Reaching the top floor, she entered an office and found her view blocked by a tattered blue tarp that had been hung down in front of the windows. She strode across the room, hauled the window open—they were huge, old-school, double-sash windows—and pulled the hem of a blue tarp to one side.

 

Directly across the street, perhaps twenty meters away from her, on the roof of the apartment building, half a dozen young men were playing basketball.

 

She watched one of them dribble through the defenders—thump, thump, thump, thump, thump—and take a shot. Crash.

 

“This might be acceptable,” she said to the landlord, a bit distractedly since she was taking phone video of the hoopsters. “I’ll get back to you.”

 

The landlord made a phone call. Olivia continued to enjoy the view. The apartment directly below the makeshift basketball court had sheets or posters or something covering most of its windows. Olivia badly wanted to make a call of her own: I have found him.
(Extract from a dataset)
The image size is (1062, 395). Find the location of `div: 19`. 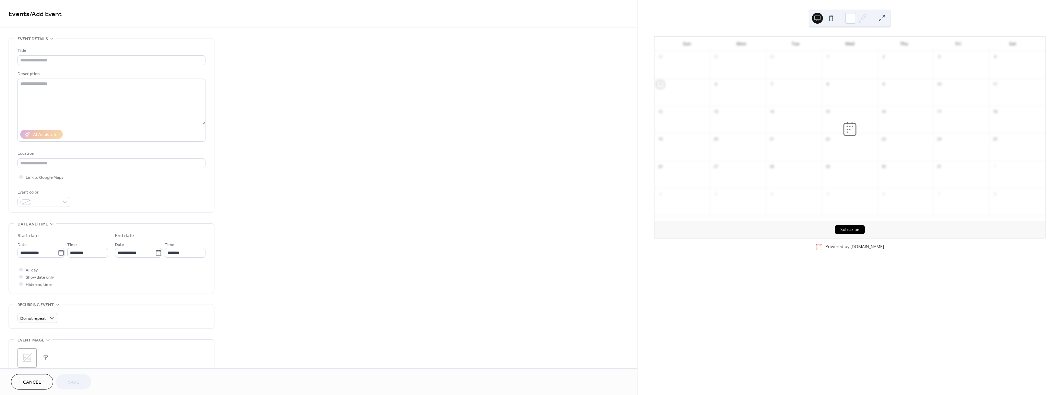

But she didn’t want to repeat Jones’s mistake. She had other ways of communicating with her handlers in London.

 

She found her way to the nearest wangba, logged onto a terminal, surfed the Internet at random for a while, then visited a certain blog and left a comment containing a prearranged phrase.

 

The next day she received a message encrypted in the least significant bits of an image file, telling her what to do next.

 

Some part of her hoped that MI6 would yank her straight back to London, buy her dinner at a nice restaurant, and give her a promotion. That fantasy was based on her guess that they would move on Jones immediately, either by tipping off the Public Security Bureau to his presence or by sending a hit squad.

 

The encrypted message, however, told a different story about how Olivia would be spending the next weeks or perhaps months.

 

They were congratulatory, in the devilishly understated manner that you would expect. But they seemed to have decided that Abdallah Jones would be worth more to them if he could be milked for intelligence before being dispatched to reap his quota of black-eyed virgins. They wanted her to find a place from which Jones’s apartment could be placed under surveillance, and then report back.

 

Olivia called the landlord, went back to the building across the street, took phone pictures of the office, and negotiated a lease. Using her cover identity, she sent an email to Meng Binrong, containing all the pictures and full details as to the terms of the lease. The message went to a mailbox registered in Guangzhou but was automatically encrypted and forwarded to London.

 

Another message, purring with satisfaction, reached her the next day. She was told to work on her cover and await further contacts.